[LCP]sockets problem

Srinath © redindian at nettaxi.com
Thu Jan 31 01:41:31 UTC 2002


Hello all,
The program now works fine. Thanks for all your emails .
I have some more doubts. Thanks for spending your time in this.


> > #define CLIENTPORT 4999
> It's rather unusual to define the local port number.  You normally allow
>the  local port to be allocated automatically (though it won't hurt to do
this).

In my program, the client also listens for connections. so when i bind a
'listen' socket in client to some port (that is not known to server), then
how
will the server know which port to connect to in the client. In other words,
how do i do this - the server wants to send a  message to the client. how
does it fill the  : clientsockaddr_in.sin_port ?

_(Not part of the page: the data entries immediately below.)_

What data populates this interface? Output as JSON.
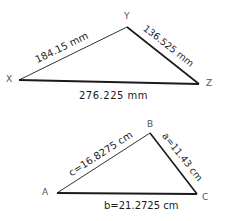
{
  "diagrams": [
    {
      "name": "triangle-xyz",
      "vertices": {
        "X": {
          "label": "X",
          "x": 19,
          "y": 80
        },
        "Y": {
          "label": "Y",
          "x": 127,
          "y": 27
        },
        "Z": {
          "label": "Z",
          "x": 199,
          "y": 84
        }
      },
      "sides": {
        "xy": {
          "label": "184.15 mm",
          "value": 184.15,
          "unit": "mm"
        },
        "yz": {
          "label": "136.525 mm",
          "value": 136.525,
          "unit": "mm"
        },
        "xz": {
          "label": "276.225 mm",
          "value": 276.225,
          "unit": "mm"
        }
      }
    },
    {
      "name": "triangle-abc",
      "vertices": {
        "A": {
          "label": "A",
          "x": 57,
          "y": 193
        },
        "B": {
          "label": "B",
          "x": 150,
          "y": 133
        },
        "C": {
          "label": "C",
          "x": 197,
          "y": 194
        }
      },
      "sides": {
        "c": {
          "label": "c=16.8275 cm",
          "value": 16.8275,
          "unit": "cm"
        },
        "a": {
          "label": "a=11.43 cm",
          "value": 11.43,
          "unit": "cm"
        },
        "b": {
          "label": "b=21.2725 cm",
          "value": 21.2725,
          "unit": "cm"
        }
      }
    }
  ],
  "colors": {
    "line": "#1a1a1a",
    "vertex_label": "#555555",
    "background": "#ffffff"
  }
}
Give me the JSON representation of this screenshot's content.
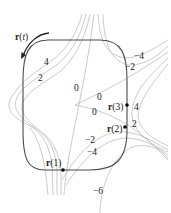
{
  "diagram": {
    "curve_label": {
      "r": "r",
      "open": "(",
      "t": "t",
      "close": ")"
    },
    "points": [
      {
        "name": "r(1)",
        "r": "r",
        "arg": "(1)"
      },
      {
        "name": "r(2)",
        "r": "r",
        "arg": "(2)"
      },
      {
        "name": "r(3)",
        "r": "r",
        "arg": "(3)"
      }
    ],
    "contour_labels": {
      "left_4": "4",
      "left_2": "2",
      "center_0": "0",
      "right_upper_0": "0",
      "right_lower_0": "0",
      "upper_right_neg4": "−4",
      "upper_right_neg2": "−2",
      "right_4": "4",
      "right_2": "2",
      "lower_neg2": "−2",
      "lower_neg4": "−4",
      "bottom_neg6": "−6"
    },
    "colors": {
      "curve": "#4a4a4a",
      "contours": "#b8b8b8",
      "text": "#222222",
      "points": "#000000"
    }
  }
}
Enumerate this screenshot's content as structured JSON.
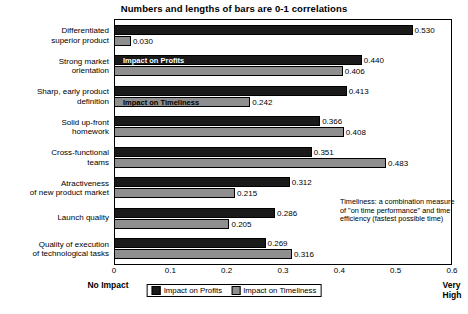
{
  "chart_data": {
    "type": "bar",
    "orientation": "horizontal",
    "title": "Numbers and lengths of bars are 0-1 correlations",
    "xlabel": "",
    "ylabel": "",
    "xlim": [
      0,
      0.6
    ],
    "xticks": [
      "0",
      "0.1",
      "0.2",
      "0.3",
      "0.4",
      "0.5",
      "0.6"
    ],
    "xtick_values": [
      0,
      0.1,
      0.2,
      0.3,
      0.4,
      0.5,
      0.6
    ],
    "grid": false,
    "legend_position": "bottom-center",
    "axis_left_label": "No Impact",
    "axis_right_label": "Very High",
    "annotation": "Timeliness: a combination measure of \"on time performance\" and time efficiency (fastest possible time)",
    "categories": [
      "Differentiated\nsuperior product",
      "Strong market\norientation",
      "Sharp, early product\ndefinition",
      "Solid up-front\nhomework",
      "Cross-functional\nteams",
      "Atractiveness\nof new product market",
      "Launch quality",
      "Quality of execution\nof technological tasks"
    ],
    "series": [
      {
        "name": "Impact on Profits",
        "color": "#1a1a1a",
        "values": [
          0.53,
          0.44,
          0.413,
          0.366,
          0.351,
          0.312,
          0.286,
          0.269
        ],
        "labels": [
          "0.530",
          "0.440",
          "0.413",
          "0.366",
          "0.351",
          "0.312",
          "0.286",
          "0.269"
        ],
        "in_bar_label": "Impact on Profits",
        "in_bar_label_row": 1
      },
      {
        "name": "Impact on Timeliness",
        "color": "#8f8f8f",
        "values": [
          0.03,
          0.406,
          0.242,
          0.408,
          0.483,
          0.215,
          0.205,
          0.316
        ],
        "labels": [
          "0.030",
          "0.406",
          "0.242",
          "0.408",
          "0.483",
          "0.215",
          "0.205",
          "0.316"
        ],
        "in_bar_label": "Impact on Timeliness",
        "in_bar_label_row": 2
      }
    ]
  }
}
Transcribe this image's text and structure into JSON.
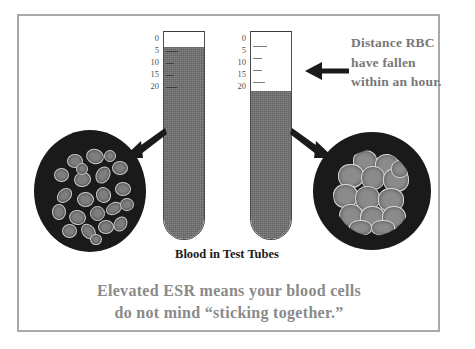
{
  "figure": {
    "title_caption": "Blood in Test Tubes",
    "bottom_caption_line1": "Elevated ESR means your blood cells",
    "bottom_caption_line2": "do not mind “sticking together.”",
    "callout_line1": "Distance RBC",
    "callout_line2": "have fallen",
    "callout_line3": "within an hour.",
    "colors": {
      "frame": "#a9a9a9",
      "blood": "#6e6e6e",
      "plasma": "#ffffff",
      "smear_background": "#1a1a1a",
      "cell": "#7e7e7e",
      "caption_gray": "#8a8a8a",
      "caption_black": "#1c1c1c",
      "arrow": "#1a1a1a"
    },
    "scale_ticks": [
      "0",
      "5",
      "10",
      "15",
      "20"
    ],
    "left_tube": {
      "label": "normal-esr-tube",
      "plasma_mark": "0",
      "blood_top_mark": "0"
    },
    "right_tube": {
      "label": "elevated-esr-tube",
      "plasma_mark": "0",
      "blood_top_mark": "20"
    },
    "left_smear": {
      "label": "dispersed-red-blood-cells"
    },
    "right_smear": {
      "label": "clumped-red-blood-cells"
    },
    "icons": {
      "arrow_left_callout": "arrow-left-icon",
      "arrow_to_left_smear": "arrow-down-left-icon",
      "arrow_to_right_smear": "arrow-down-right-icon"
    }
  }
}
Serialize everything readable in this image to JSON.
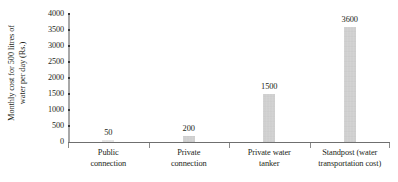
{
  "chart_data": {
    "type": "bar",
    "title": "",
    "xlabel": "",
    "ylabel_line1": "Monthly cost for 500 litres of",
    "ylabel_line2": "water per day (Rs.)",
    "categories": [
      "Public connection",
      "Private connection",
      "Private water tanker",
      "Standpost (water transportation cost)"
    ],
    "category_lines": [
      [
        "Public",
        "connection"
      ],
      [
        "Private",
        "connection"
      ],
      [
        "Private water",
        "tanker"
      ],
      [
        "Standpost (water",
        "transportation cost)"
      ]
    ],
    "values": [
      50,
      200,
      1500,
      3600
    ],
    "value_labels": [
      "50",
      "200",
      "1500",
      "3600"
    ],
    "ylim": [
      0,
      4000
    ],
    "yticks": [
      0,
      500,
      1000,
      1500,
      2000,
      2500,
      3000,
      3500,
      4000
    ],
    "ytick_labels": [
      "0",
      "500",
      "1000",
      "1500",
      "2000",
      "2500",
      "3000",
      "3500",
      "4000"
    ],
    "grid": false,
    "legend": null,
    "bar_color": "#cdcdcd",
    "axis_color": "#6f6f6f",
    "spine_color": "#a8a8a8",
    "text_color": "#231f20"
  }
}
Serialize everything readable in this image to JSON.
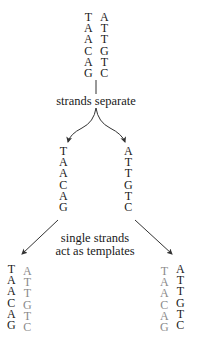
{
  "diagram": {
    "top_duplex": {
      "left_strand": [
        "T",
        "A",
        "A",
        "C",
        "A",
        "G"
      ],
      "right_strand": [
        "A",
        "T",
        "T",
        "G",
        "T",
        "C"
      ]
    },
    "step1_label": "strands separate",
    "separated": {
      "left_strand": [
        "T",
        "A",
        "A",
        "C",
        "A",
        "G"
      ],
      "right_strand": [
        "A",
        "T",
        "T",
        "G",
        "T",
        "C"
      ]
    },
    "step2_label_line1": "single strands",
    "step2_label_line2": "act as templates",
    "bottom_left_duplex": {
      "template_strand": [
        "T",
        "A",
        "A",
        "C",
        "A",
        "G"
      ],
      "new_strand": [
        "A",
        "T",
        "T",
        "G",
        "T",
        "C"
      ]
    },
    "bottom_right_duplex": {
      "new_strand": [
        "T",
        "A",
        "A",
        "C",
        "A",
        "G"
      ],
      "template_strand": [
        "A",
        "T",
        "T",
        "G",
        "T",
        "C"
      ]
    },
    "colors": {
      "template_strand": "#1a1a1a",
      "new_strand": "#8a8a8a",
      "lines": "#333333"
    }
  }
}
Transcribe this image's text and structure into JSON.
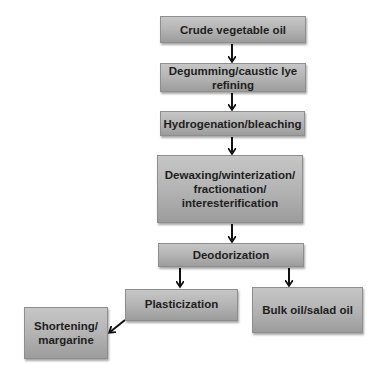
{
  "diagram": {
    "type": "flowchart",
    "nodes": [
      {
        "id": "crude",
        "label": "Crude vegetable oil"
      },
      {
        "id": "degum",
        "label": "Degumming/caustic lye\nrefining"
      },
      {
        "id": "hydro",
        "label": "Hydrogenation/bleaching"
      },
      {
        "id": "dewax",
        "label": "Dewaxing/winterization/\nfractionation/\ninteresterification"
      },
      {
        "id": "deodor",
        "label": "Deodorization"
      },
      {
        "id": "plastic",
        "label": "Plasticization"
      },
      {
        "id": "bulk",
        "label": "Bulk oil/salad oil"
      },
      {
        "id": "short",
        "label": "Shortening/\nmargarine"
      }
    ],
    "edges": [
      {
        "from": "crude",
        "to": "degum"
      },
      {
        "from": "degum",
        "to": "hydro"
      },
      {
        "from": "hydro",
        "to": "dewax"
      },
      {
        "from": "dewax",
        "to": "deodor"
      },
      {
        "from": "deodor",
        "to": "plastic"
      },
      {
        "from": "deodor",
        "to": "bulk"
      },
      {
        "from": "plastic",
        "to": "short"
      }
    ],
    "colors": {
      "box_fill": "#b4b4b4",
      "arrow": "#111111",
      "text": "#1e1e1e"
    }
  }
}
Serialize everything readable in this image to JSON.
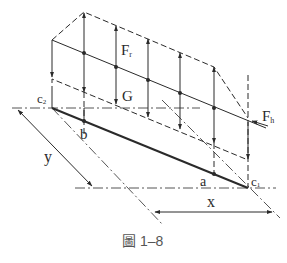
{
  "figure": {
    "caption": "圖 1–8",
    "labels": {
      "Fr": "F",
      "Fr_sub": "r",
      "G": "G",
      "Fh": "F",
      "Fh_sub": "h",
      "c2": "c",
      "c2_sub": "2",
      "c1": "c",
      "c1_sub": "1",
      "a": "a",
      "b": "b",
      "x": "x",
      "y": "y"
    },
    "colors": {
      "line": "#2a2a2a",
      "background": "#ffffff",
      "caption": "#555555"
    }
  }
}
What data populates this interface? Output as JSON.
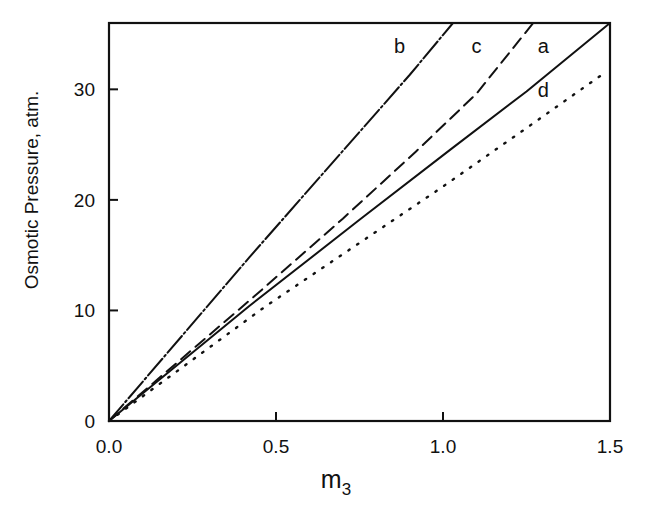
{
  "chart_data": {
    "type": "line",
    "title": "",
    "xlabel": "m",
    "xlabel_subscript": "3",
    "ylabel": "Osmotic Pressure, atm.",
    "xlim": [
      0.0,
      1.5
    ],
    "ylim": [
      0,
      36
    ],
    "grid": false,
    "legend": "inline curve labels",
    "x_ticks": [
      0.0,
      0.5,
      1.0,
      1.5
    ],
    "x_tick_labels": [
      "0.0",
      "0.5",
      "1.0",
      "1.5"
    ],
    "y_ticks": [
      0,
      10,
      20,
      30
    ],
    "y_tick_labels": [
      "0",
      "10",
      "20",
      "30"
    ],
    "series": [
      {
        "name": "a",
        "style": "solid",
        "x": [
          0.0,
          0.42,
          0.75,
          1.02,
          1.25,
          1.5
        ],
        "y": [
          0,
          10.4,
          18.2,
          24.5,
          29.8,
          36.0
        ]
      },
      {
        "name": "b",
        "style": "dash-dot",
        "x": [
          0.0,
          0.42,
          0.705,
          0.9,
          1.03
        ],
        "y": [
          0,
          14.8,
          24.6,
          31.3,
          36.0
        ]
      },
      {
        "name": "c",
        "style": "dashed",
        "x": [
          0.0,
          0.436,
          0.7,
          0.92,
          1.1,
          1.27
        ],
        "y": [
          0,
          11.3,
          18.3,
          24.4,
          29.6,
          36.0
        ]
      },
      {
        "name": "d",
        "style": "dotted",
        "x": [
          0.0,
          0.47,
          0.995,
          1.25,
          1.47
        ],
        "y": [
          0,
          10.4,
          21.1,
          26.5,
          31.2
        ]
      }
    ],
    "curve_labels": [
      {
        "text": "b",
        "x": 0.87,
        "y": 33.3
      },
      {
        "text": "c",
        "x": 1.1,
        "y": 33.3
      },
      {
        "text": "a",
        "x": 1.3,
        "y": 33.3
      },
      {
        "text": "d",
        "x": 1.3,
        "y": 29.3
      }
    ]
  }
}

> OK, here's your first big problem.  You're setting up "clientset" outside
>of your loop.  That only works the first time through.  After select()
returns,
>clientset  has one of the file descriptors set (which you correctly check
with
> FD_ISSET) but  it *stays* set the next time through the loop.  That means
that clientset
> is not set correctly the next time you call select().

i referred the man pages and it is not clear ; according to my 'wrong
source' what will happen :
1) the set file descriptor in the clientset will always remain set (or)
2) the set file descriptor in the clientset will be the only one tested
after that ??


>     if(FD_ISSET(0,&masterset))
>     {
>      /* CONTROL IS NEVER COMING HERE AS NOTHING IS PRINTED */
>       printf("keyboard getting ctrl");
>
> Actually, control *is* being passed here, but nothing gets printed until
>he  buffer for stdout gets flushed.  :-)  When I got this working the
program
>an  fine, and when I exited I had a line full of "keyboard getting ctrl"
>lushed to  stdout.

should i fflush(stdout) anywhere here?